In the summer of 1522, Albrecht Dürer returned to Nuremberg. While he was away, Reformation became very influential in his town, not without excesses, so the Nuremberg he found was not as peaceful, nor as happy as before.

Albrecht Dürer: Portrait of Holzschuher

Portrait of Hieronymus Holzschuher, 1526
Staatliche Museen, Berlin


It was only due to people like Willibald Pirkheimer and Lazarus Spengler that, in the end, moderation triumphed, and the transition to Reform was done without more excesses and injustice.

The religious turmoil marked Dürer's later works, and there are very few subjects with a traditional Catholic theme. However, there are several works with subjects from the life of Christ.

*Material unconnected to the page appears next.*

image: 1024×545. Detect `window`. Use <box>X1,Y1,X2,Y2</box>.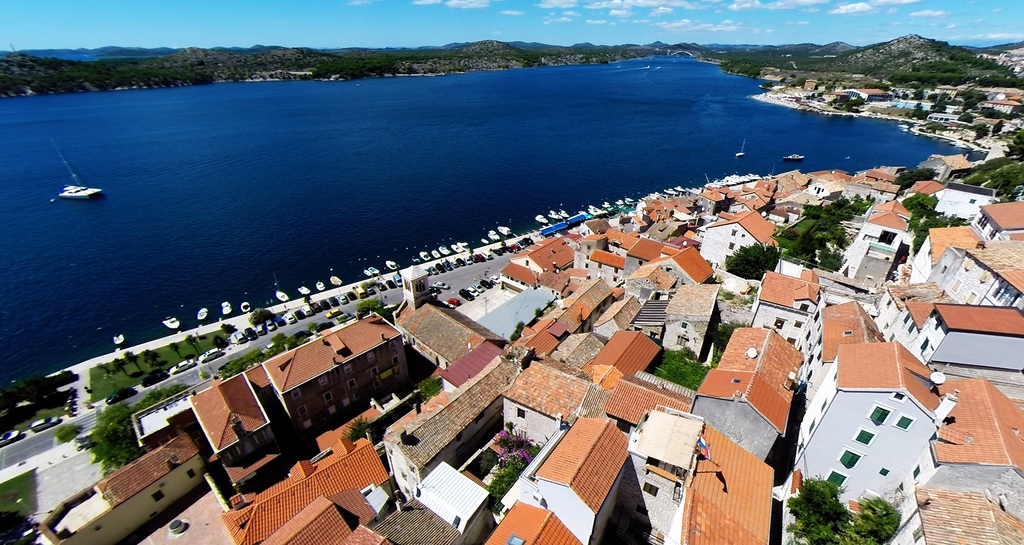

Not long after his return, the City Council asked him to decorate the Council Chamber with frescoes. The themes were the "Triumphal Car of Emperor Maximilian," of which Dürer made a woodcut in 1522, "Calumny," and the "City Musicians." The artist made only the drawings, and the paintings in the City Hall may be originally the work of Georg Pencz, one of his disciples.

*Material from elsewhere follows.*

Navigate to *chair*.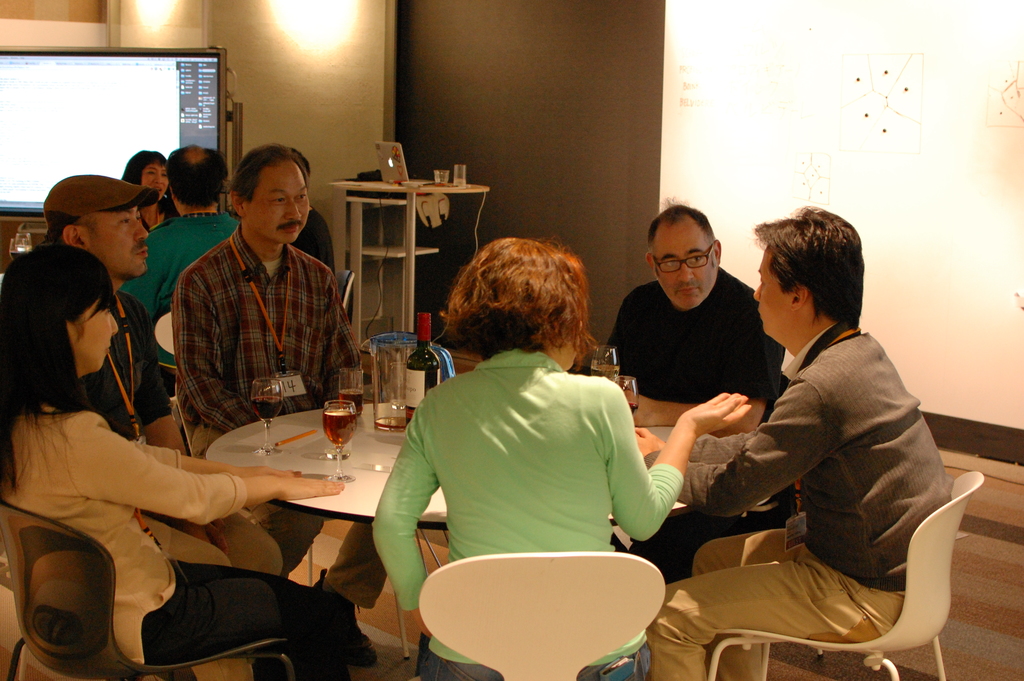
Navigation target: x1=709, y1=475, x2=986, y2=680.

In 1522 was painted the portrait of Hans Imhof the Elder, wearing a broad-brimmed hat, the execution of the fur collar suggesting a Venetian influence. Important copper-engraved portraits of this period are that of the humanist, Eoban Hesse, 1522, the two of Duke Albrecht of Brandenburg, made in 1523, that of his good friend Willibald Pirkheimer 1524, Elector Frederick the Wise of Saxony, 1524, and Erasmus and Melanchthon, dating from 1526.

His last portraits in oil were also done in 1526. That of Johann Kleeberger, in Kunsthistorisches Museum in Vienna, of Jacob Muffel of Nuremberg, in Staatliche Museen, Berlin, and the wonderful portrait of Hieronymus Holzschuher, also in Staatliche Museen, Berlin.

Dürer's last great work, made in 1526, consisted of the two painted panels representing the "Four Apostles," work offered as a gift to the council of the City of Nuremberg.

From the next year, 1527, dates one of his important science works, the "Art of Fortification." This was his second written work, as he had given out in 1525 a volume entitled "The Teaching of Measurements with Rule and Compass." He was also working to publish the four-volume "Human Proportions," his lifelong work.

Two books only were ready for the press when he died suddenly, April 6th, 1528, as a result of a strange illness he contracted while in the Netherlands.

It was a huge shock, deeply felt by all the great minds of the time. From Pirkheimer and Camerarius, to Melanchthon and Luther, all of them appreciated not only the artistic genius, but also the modesty, and the pure soul of the man who was Albrecht Dürer.

And as Goethe said: "In truth and nobility and even in beauty and grace, Dürer, if one really knows him with heart and mind, is equaled by only the very greatest Italian masters."